I would like to throw in my 2 cents on this.
I decided it would be good to have a back up blower in case mine died at some point. So I ordered one of these quiet blowers from Valley Stove & Fireplace Shop and spoke with Jerry when I ordered it.
I have the Pioneer installed in my living room and near enough to the TV where a quiet blower would have been nice. It installed very easy and I was impressed how quiet it was. I had done this in preparation for the cold heating season coming up.
I use the Pioneer stove as my
primary heat source, and have been very pleased for the first 4 years doing so. The Leisure Line stove is a remarkable stove.
As the colder temps hit us, I was finding my stove struggling to provide the heat I was use to getting. When it hit the teens outside, it just could not do it at all. Well I immediately spent a little more time with my stove, and found that by changing the blower it has effected my Max Feed Rate setting, I am pushing hot coals off the end and into the ash pan. After a couple days of trying different settings, I said that is it! enough is enough, and yanked the new quiet blower out and replaced it with the old blower.
AHHHH I have my stove back, I got HEAT!
As it turns out the new blower in itself was quieter, but does not have the UMPH behind it to properly burn the coal the way the old blower does. The old blower, I had no problem watching the flames roar up towards the top of the stove and bringing stove temps to 750 degrees or hotter. I never could get more than 500 degrees and a lazy flame at best from the new quiet blower, and by then the convection blower was trying to wash heat from the stove and the combo made it twice as loud as before.
In conclusion, I feel the new quiet blower is fine for some supplemental heat unless you have a small area to heat. The ramp up period is so slow due the low fire issue the convection fan makes the quiet go away. MY TV did not have big enough speakers!!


● YOUR ASSIGNMENT:
Below are records; how many of their lines contain "legend"? Reply with the number and no other words.

════

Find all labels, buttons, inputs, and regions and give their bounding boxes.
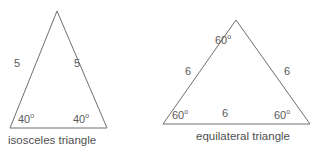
equilateral-bottom-side-label: 6 <box>222 108 228 119</box>
degree-symbol-icon: o <box>286 108 290 115</box>
equilateral-caption: equilateral triangle <box>196 130 290 143</box>
isosceles-triangle-shape <box>10 11 107 128</box>
equilateral-bottom-side-value: 6 <box>222 107 228 119</box>
equilateral-right-side-value: 6 <box>284 65 290 77</box>
equilateral-left-side-value: 6 <box>185 65 191 77</box>
equilateral-right-side-label: 6 <box>284 66 290 77</box>
equilateral-bottom-left-angle-label: 60o <box>172 108 188 121</box>
isosceles-left-side-value: 5 <box>14 57 20 69</box>
equilateral-apex-angle-value: 60 <box>215 34 227 46</box>
isosceles-bottom-left-angle-value: 40 <box>18 113 30 125</box>
equilateral-left-side-label: 6 <box>185 66 191 77</box>
degree-symbol-icon: o <box>227 33 231 40</box>
isosceles-bottom-right-angle-label: 40o <box>73 112 89 125</box>
isosceles-right-side-label: 5 <box>74 58 80 69</box>
isosceles-bottom-left-angle-label: 40o <box>18 112 34 125</box>
isosceles-bottom-right-angle-value: 40 <box>73 113 85 125</box>
equilateral-bottom-left-angle-value: 60 <box>172 109 184 121</box>
equilateral-bottom-right-angle-label: 60o <box>274 108 290 121</box>
degree-symbol-icon: o <box>85 112 89 119</box>
equilateral-bottom-right-angle-value: 60 <box>274 109 286 121</box>
equilateral-apex-angle-label: 60o <box>215 33 231 46</box>
isosceles-left-side-label: 5 <box>14 58 20 69</box>
isosceles-caption: isosceles triangle <box>8 134 96 147</box>
geometry-figure-canvas: 5 5 40o 40o isosceles triangle 60o 6 6 6… <box>0 0 316 154</box>
isosceles-right-side-value: 5 <box>74 57 80 69</box>
degree-symbol-icon: o <box>184 108 188 115</box>
degree-symbol-icon: o <box>30 112 34 119</box>
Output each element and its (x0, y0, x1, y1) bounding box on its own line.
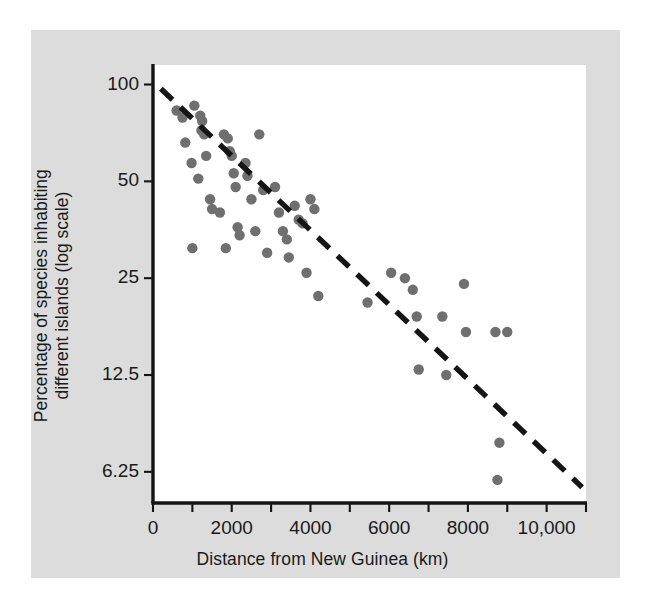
data-point (414, 364, 424, 374)
data-point (441, 370, 451, 380)
data-point (187, 243, 197, 253)
y-tick-label: 6.25 (102, 460, 139, 482)
data-point (313, 291, 323, 301)
plot-area-wrapper: 100502512.56.25 0200040006000800010,000 (0, 0, 645, 605)
y-tick-label: 25 (118, 266, 139, 288)
data-point (223, 133, 233, 143)
data-point (494, 437, 504, 447)
y-tick-label: 50 (118, 169, 139, 191)
data-point (309, 204, 319, 214)
data-point (230, 182, 240, 192)
y-tick-label: 100 (107, 73, 139, 95)
data-point (250, 226, 260, 236)
y-axis-title-line-1: Percentage of species inhabiting (31, 76, 52, 516)
scatter-plot-svg (0, 0, 645, 605)
data-point (254, 129, 264, 139)
x-axis-title: Distance from New Guinea (km) (0, 549, 645, 570)
data-point (186, 158, 196, 168)
chart-figure: 100502512.56.25 0200040006000800010,000 … (0, 0, 645, 605)
y-axis-title: Percentage of species inhabiting differe… (31, 76, 72, 516)
data-point (221, 243, 231, 253)
data-point (205, 194, 215, 204)
data-point (362, 297, 372, 307)
data-point (386, 268, 396, 278)
data-point (229, 168, 239, 178)
data-point (502, 327, 512, 337)
data-point (437, 311, 447, 321)
y-axis-title-line-2: different islands (log scale) (52, 76, 73, 516)
data-point (408, 285, 418, 295)
data-point (234, 230, 244, 240)
data-point (305, 194, 315, 204)
data-point (262, 248, 272, 258)
x-tick-label: 10,000 (487, 517, 607, 539)
data-point (180, 137, 190, 147)
data-point (193, 173, 203, 183)
data-point (461, 327, 471, 337)
data-point (189, 100, 199, 110)
data-point (459, 279, 469, 289)
data-point (284, 252, 294, 262)
data-point (490, 327, 500, 337)
data-point (400, 273, 410, 283)
data-point (201, 151, 211, 161)
y-tick-label: 12.5 (102, 363, 139, 385)
data-point (282, 234, 292, 244)
data-point (246, 194, 256, 204)
data-point (215, 207, 225, 217)
data-point (412, 311, 422, 321)
data-point (492, 475, 502, 485)
data-point (301, 268, 311, 278)
data-point (274, 207, 284, 217)
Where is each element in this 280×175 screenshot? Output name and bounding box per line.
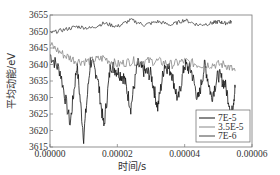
y-tick-label: 3635 <box>29 76 48 86</box>
x-tick-label: 0.00002 <box>102 149 133 159</box>
legend-label: 7E-6 <box>218 131 237 141</box>
y-tick-label: 3640 <box>29 60 48 70</box>
y-axis-label: 平均动能/eV <box>5 53 17 110</box>
legend: 7E-53.5E-57E-6 <box>196 110 250 142</box>
y-tick-label: 3650 <box>29 27 48 37</box>
y-tick-label: 3645 <box>29 43 48 53</box>
series-line-2 <box>50 18 232 33</box>
x-axis-label: 时间/s <box>118 160 147 172</box>
x-tick-label: 0.00006 <box>237 149 268 159</box>
x-tick-label: 0.00004 <box>169 149 200 159</box>
y-tick-label: 3620 <box>29 126 48 136</box>
y-tick-label: 3625 <box>29 109 48 119</box>
y-axis-ticks: 361536203625363036353640364536503655 <box>29 10 53 152</box>
x-axis-ticks: 0.000000.000020.000040.00006 <box>35 144 268 159</box>
y-tick-label: 3655 <box>29 10 48 20</box>
y-tick-label: 3630 <box>29 93 48 103</box>
x-tick-label: 0.00000 <box>35 149 66 159</box>
line-chart: 361536203625363036353640364536503655 0.0… <box>0 0 280 175</box>
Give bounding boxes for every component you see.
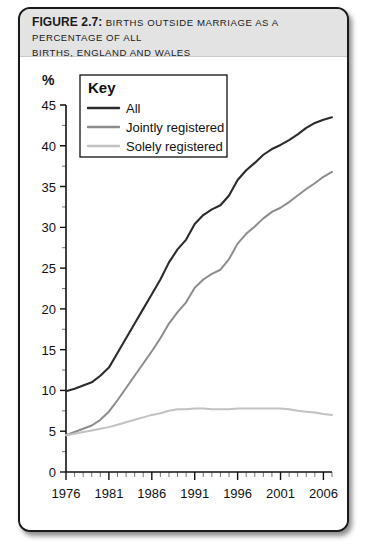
series-line-all bbox=[66, 117, 332, 391]
x-tick-label: 2001 bbox=[266, 486, 295, 501]
chart-plot-area: % 051015202530354045 1976198119861991199… bbox=[20, 57, 347, 530]
series-line-solely-registered bbox=[66, 408, 332, 435]
x-tick-label: 1976 bbox=[52, 486, 81, 501]
y-tick-label: 30 bbox=[42, 220, 56, 235]
y-tick-label: 0 bbox=[49, 465, 56, 480]
x-axis-ticks: 1976198119861991199620012006 bbox=[52, 472, 338, 501]
x-tick-label: 1986 bbox=[137, 486, 166, 501]
legend-heading: Key bbox=[88, 79, 116, 96]
x-tick-label: 2006 bbox=[309, 486, 338, 501]
figure-card: FIGURE 2.7: BIRTHS OUTSIDE MARRIAGE AS A… bbox=[18, 7, 349, 532]
figure-number: FIGURE 2.7: bbox=[32, 15, 102, 29]
y-tick-label: 25 bbox=[42, 261, 56, 276]
y-tick-label: 35 bbox=[42, 180, 56, 195]
legend-key-box: Key AllJointly registeredSolely register… bbox=[80, 75, 227, 157]
figure-title-line-1: FIGURE 2.7: BIRTHS OUTSIDE MARRIAGE AS A… bbox=[32, 15, 337, 45]
y-axis-unit-label: % bbox=[42, 72, 55, 88]
y-axis-ticks: 051015202530354045 bbox=[42, 98, 66, 480]
legend-label-jointly-registered: Jointly registered bbox=[126, 120, 224, 135]
line-chart: % 051015202530354045 1976198119861991199… bbox=[20, 57, 349, 532]
x-tick-label: 1981 bbox=[94, 486, 123, 501]
y-tick-label: 10 bbox=[42, 383, 56, 398]
legend-label-all: All bbox=[126, 101, 141, 116]
x-tick-label: 1991 bbox=[180, 486, 209, 501]
y-tick-label: 15 bbox=[42, 343, 56, 358]
y-tick-label: 5 bbox=[49, 424, 56, 439]
x-tick-label: 1996 bbox=[223, 486, 252, 501]
data-series-group bbox=[66, 117, 332, 435]
series-line-jointly-registered bbox=[66, 172, 332, 435]
y-tick-label: 40 bbox=[42, 139, 56, 154]
legend-label-solely-registered: Solely registered bbox=[126, 139, 223, 154]
y-tick-label: 45 bbox=[42, 98, 56, 113]
figure-title-band: FIGURE 2.7: BIRTHS OUTSIDE MARRIAGE AS A… bbox=[20, 9, 347, 57]
y-tick-label: 20 bbox=[42, 302, 56, 317]
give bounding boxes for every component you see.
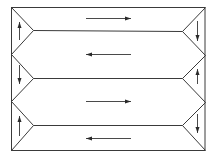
- left-flow-arrow-down-icon: [18, 65, 22, 84]
- right-diagonal-lower: [183, 126, 206, 151]
- flow-arrow-right-icon: [86, 100, 131, 104]
- right-diagonal-upper: [183, 8, 206, 32]
- channel-partition: [34, 31, 183, 32]
- right-flow-arrow-down-icon: [196, 21, 200, 41]
- right-diagonal-upper: [183, 103, 206, 126]
- left-diagonal-lower: [12, 79, 34, 102]
- left-diagonal-lower: [12, 31, 34, 55]
- right-diagonal-lower: [183, 79, 206, 103]
- flow-arrow-left-icon: [86, 53, 131, 57]
- left-flow-arrow-up-icon: [18, 116, 22, 136]
- right-diagonal-upper: [183, 56, 206, 79]
- serpentine-flow-diagram: [0, 0, 216, 157]
- left-diagonal-lower: [12, 126, 34, 151]
- left-diagonal-upper: [12, 102, 34, 126]
- right-flow-arrow-down-icon: [196, 114, 200, 133]
- left-flow-arrow-up-icon: [18, 22, 22, 40]
- flow-arrow-left-icon: [86, 137, 131, 141]
- flow-arrow-right-icon: [86, 17, 131, 21]
- left-diagonal-upper: [12, 8, 34, 31]
- right-flow-arrow-up-icon: [196, 69, 200, 84]
- channel-edges: [12, 8, 206, 151]
- left-diagonal-upper: [12, 55, 34, 79]
- right-diagonal-lower: [183, 32, 206, 56]
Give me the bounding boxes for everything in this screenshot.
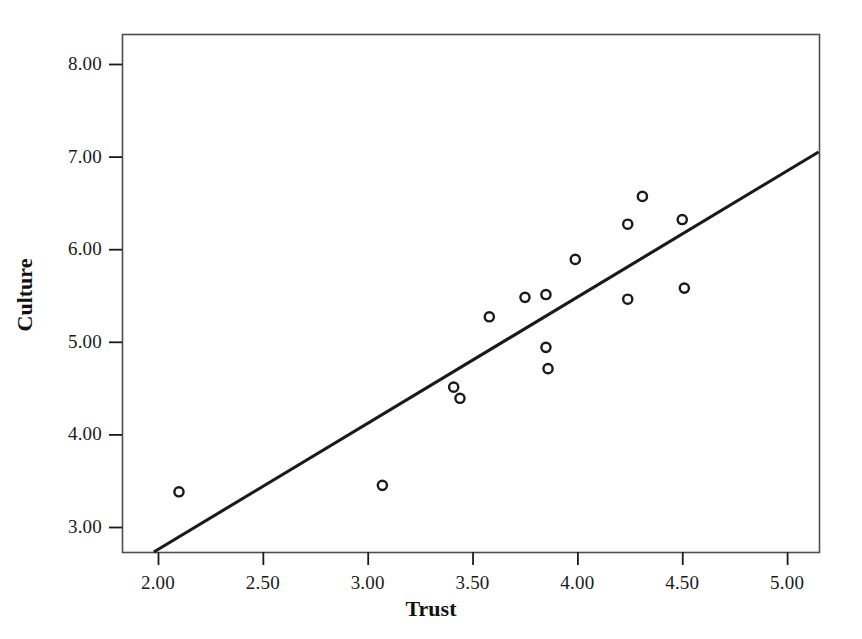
x-axis-title: Trust bbox=[0, 596, 862, 622]
data-point bbox=[680, 283, 689, 292]
y-tick-label-4: 4.00 bbox=[0, 423, 102, 445]
data-point bbox=[543, 364, 552, 373]
data-point bbox=[541, 290, 550, 299]
y-tick-label-5: 3.00 bbox=[0, 516, 102, 538]
plot-canvas bbox=[0, 0, 862, 639]
data-point bbox=[520, 293, 529, 302]
x-tick-label-1: 2.50 bbox=[246, 572, 280, 594]
x-tick-label-4: 4.00 bbox=[560, 572, 594, 594]
data-point bbox=[485, 312, 494, 321]
x-tick-label-6: 5.00 bbox=[770, 572, 804, 594]
y-tick-label-3: 5.00 bbox=[0, 331, 102, 353]
scatter-plot-figure: Culture Trust 8.007.006.005.004.003.00 2… bbox=[0, 0, 862, 639]
data-point bbox=[449, 383, 458, 392]
data-point bbox=[174, 487, 183, 496]
data-point bbox=[455, 394, 464, 403]
data-point bbox=[678, 215, 687, 224]
x-tick-label-0: 2.00 bbox=[141, 572, 175, 594]
data-point bbox=[541, 343, 550, 352]
data-point bbox=[638, 192, 647, 201]
x-tick-label-3: 3.50 bbox=[456, 572, 490, 594]
y-tick-label-1: 7.00 bbox=[0, 146, 102, 168]
data-point bbox=[623, 295, 632, 304]
data-point bbox=[378, 481, 387, 490]
y-tick-label-2: 6.00 bbox=[0, 238, 102, 260]
data-point bbox=[571, 255, 580, 264]
x-tick-label-2: 3.00 bbox=[351, 572, 385, 594]
y-tick-label-0: 8.00 bbox=[0, 53, 102, 75]
plot-frame bbox=[123, 35, 820, 553]
x-tick-label-5: 4.50 bbox=[665, 572, 699, 594]
data-point bbox=[623, 220, 632, 229]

════

● RESULT:
7